[Sidebar] October 22 - 29, 1998

[Phoenix20]

1985

The paper chase
January 23
When Bruce Springsteen and the E Street Band played the Civic Center (for the last time, as it turns out) on the second leg of the Born In the USA tour, Rob Tannenbaum documented the mad dash for the hottest tickets in town.

By all accounts, Bruce Springsteen is a genuinely fair-minded guy who tries to insure that his fans will be able to get concert tickets. "I've never seen anything like that," says Peter Luukko, director of marketing at the Providence Civic Center, speaking of two auditors Springsteen sent to the Civic Center box office at 7:30 a.m. the day tickets for his two concerts went on sale. The auditors, Luukko explains, "were there to make sure all the tickets were here, so there weren't any unauthorized pulls."

All right, so Springsteen is the honest man Diogenes could never find, the Abe Lincoln of rock 'n' roll. So why are there so many pissed-off people grumbling about how hard it was to get tickets to his two concerts?

Bring on the mini-series
June 12
The Claus von Bulow trials attracted an inordinate amount of attention to the Ocean State -- as most trials involving nefarious rich folks do. Bill Van Siclen summed it up.

The verdict is in, the trial is over and Claus von Bulow is a free man. The jury of eight women and four men returned a verdict of not guilty shortly after 11 o'clock Monday morning.They had deliberated for less than two and a half days.

For the record, von Bulow was charged with twice trying to kill his wife, Pittsburgh utilities heiress Martha "Sunny" von Bulow, with injections on insulin. He was convicted of the charges in 1982, but remained free on $100,000 bail pending an appeal. Last year, while the appeal was still on hold, the Rhode Island Supreme Court overturned the conviction, saying that key evidence in the case had been mishandled by state police investigators.That ruling set the stage for the retrial that culminated in Monday's verdict of not guilty.

Perhaps inevitably, the

verdict came as something of an anticlimax. After nearly six months of pre-trial publicity, seven weeks of testimony and reams of media coverage, the von Bulow retrial had taken on the lurid familiarity of a prime time soap opera. To have it suddenly snatched away -- the defense had predicted that the jury would need at least a week to reach its verdict -- seemed almost like a form of Indian giving.

The silent screen
October 3
When Hurricane Gloria tore through the area, Michael Tanaka was thrown for a loop with the loss of the electronic hearth.

Last Friday afternoon, as the gusting winds of Hurricane Gloria were just beginning to hit home at approximately 1:20 p.m., the electrical power went off in my apartment. Lights went out and my TVdied in mid-sentence. That's where I was when the lights went out: parked in front of the television set like everyone else, watching and waiting for news. This was, after all, a potential bona fide disaster in the

making . . . .

I sat and stared at my TV and wondered whether I was going to miss Miami Vice that night (the season premiere two-hour movie special, no less), or whether I was going to be able to tape Rocky &Bullwinkle on Saturday morning. After a few hours of AM radio and hurricane "call-in" shows I even began to miss MTV. I got nostalgic twinges for the afternoon soap operas and promised the TV that if it miraculously started up, I would watch All My Children and One Life to Live religiously until my dying day. I discovered that I was talking to the TV.

Closing time
October 23
Johnson &Wales saw, Johnson &Wales conquered. The venerable Met Cafe lease ran out, the building was gutted, and a parking lot took its place. Peggy Rosen wrote the obit.

Though it looks like someone's unkempt garage from the outside and isn't much more impressive from within, the Met is a dive many people from Providence and the vicinity hold close to their hearts. The graffiti-scrawled bathrooms, the mattress-sized stage and poster-smothered walls demand no frills from customers. They just offer good music and good times.

"You can do what you want here. You can be as crazy as you want," says Paul Gallagher, a Met regular for eight years. "There's just no other place in town where you can go and be as comfortable. The city has to progress eventually, I guess, and unfortunately the Met has to be one of the things that falls in its way."

Tales of a chronic rambler
November 27
Jim Macnie hit the road with a treasured local mainstay.

You've got to be a chronic rambler if you're going to sustain an acoustic blues career, and luckily Paul Geremia had little problem falling into the groove of the requisite solo cross-country trips. Low glory gigs in roadhouses and folk clubs helped the singer hone the physical prowess aspect of the job -- just playing the country blues right is a slick magic act. What looks like straight finger-picking can be complex improvisation, and the feel has to be there or else you come off sounding like the Encyclopedia Britannica of the Delta . . . While turning a craft into an art, Geremia has developed an immediately recognizable style, and gone through much musical territory on the way.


#### ACTIVITY:
From the line that contains "At what (x,y)" through the end of the records below, write out each line exactly as it appears, but not the pictures.

#### SUPPLIED DATA:
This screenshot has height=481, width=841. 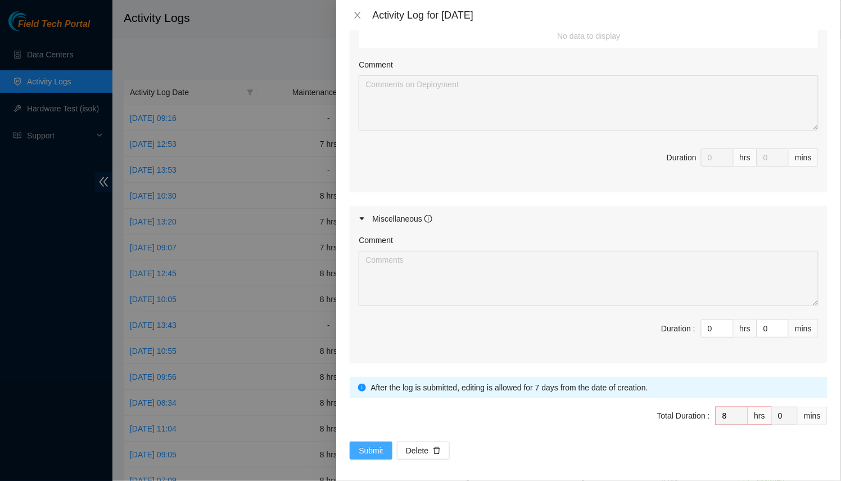 What do you see at coordinates (371, 451) in the screenshot?
I see `button: Submit` at bounding box center [371, 451].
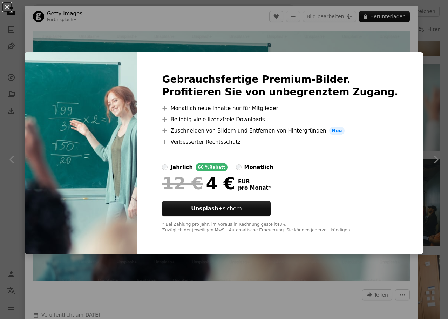 The width and height of the screenshot is (448, 319). Describe the element at coordinates (211, 167) in the screenshot. I see `div: 66 % Rabatt` at that location.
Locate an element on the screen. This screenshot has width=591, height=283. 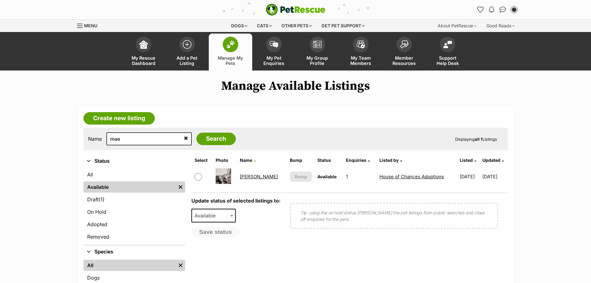
a: My Rescue Dashboard is located at coordinates (144, 52).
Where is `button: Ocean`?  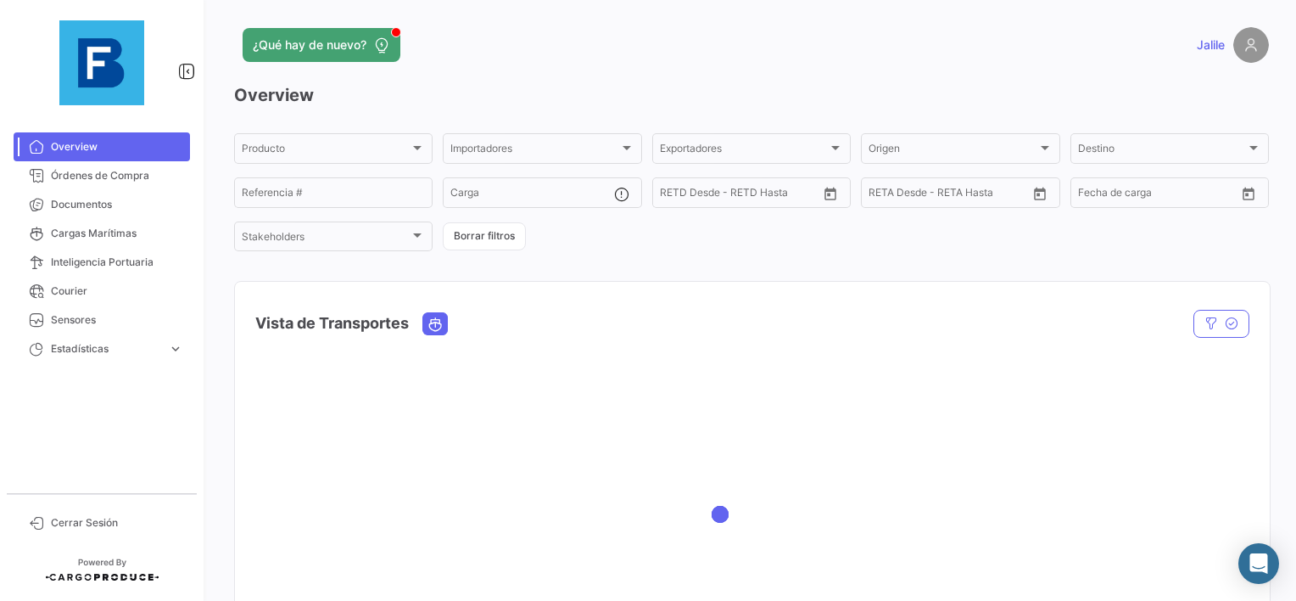
button: Ocean is located at coordinates (435, 323).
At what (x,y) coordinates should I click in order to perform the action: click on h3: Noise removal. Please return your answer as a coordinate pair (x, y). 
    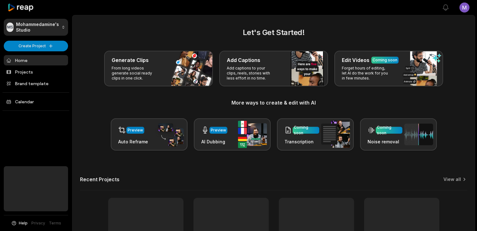
    Looking at the image, I should click on (385, 142).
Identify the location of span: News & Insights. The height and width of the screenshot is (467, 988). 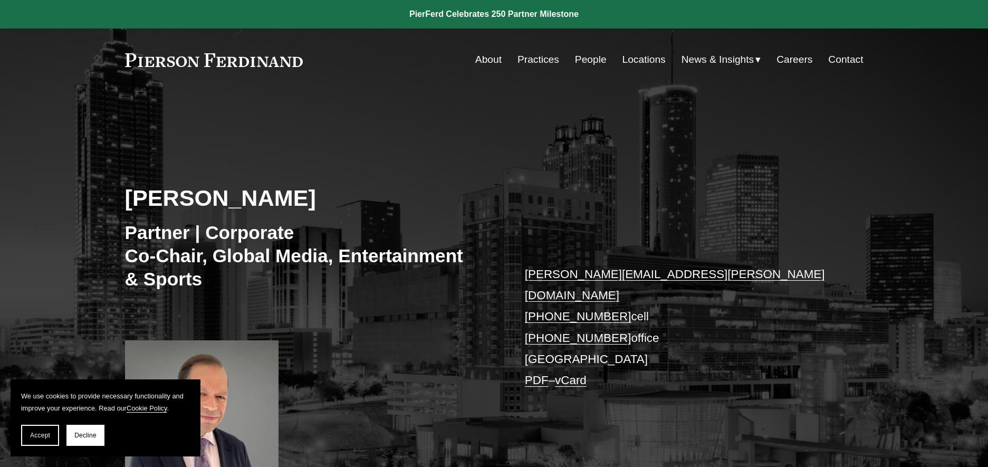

#### FINISHED EXERCISE:
At what (x,y) coordinates should I click in order to perform the action: click on h3: Noise removal. Please return your answer as a coordinate pair (x, y). 
    Looking at the image, I should click on (385, 142).
Identify the location of span: News & Insights. The height and width of the screenshot is (467, 988). 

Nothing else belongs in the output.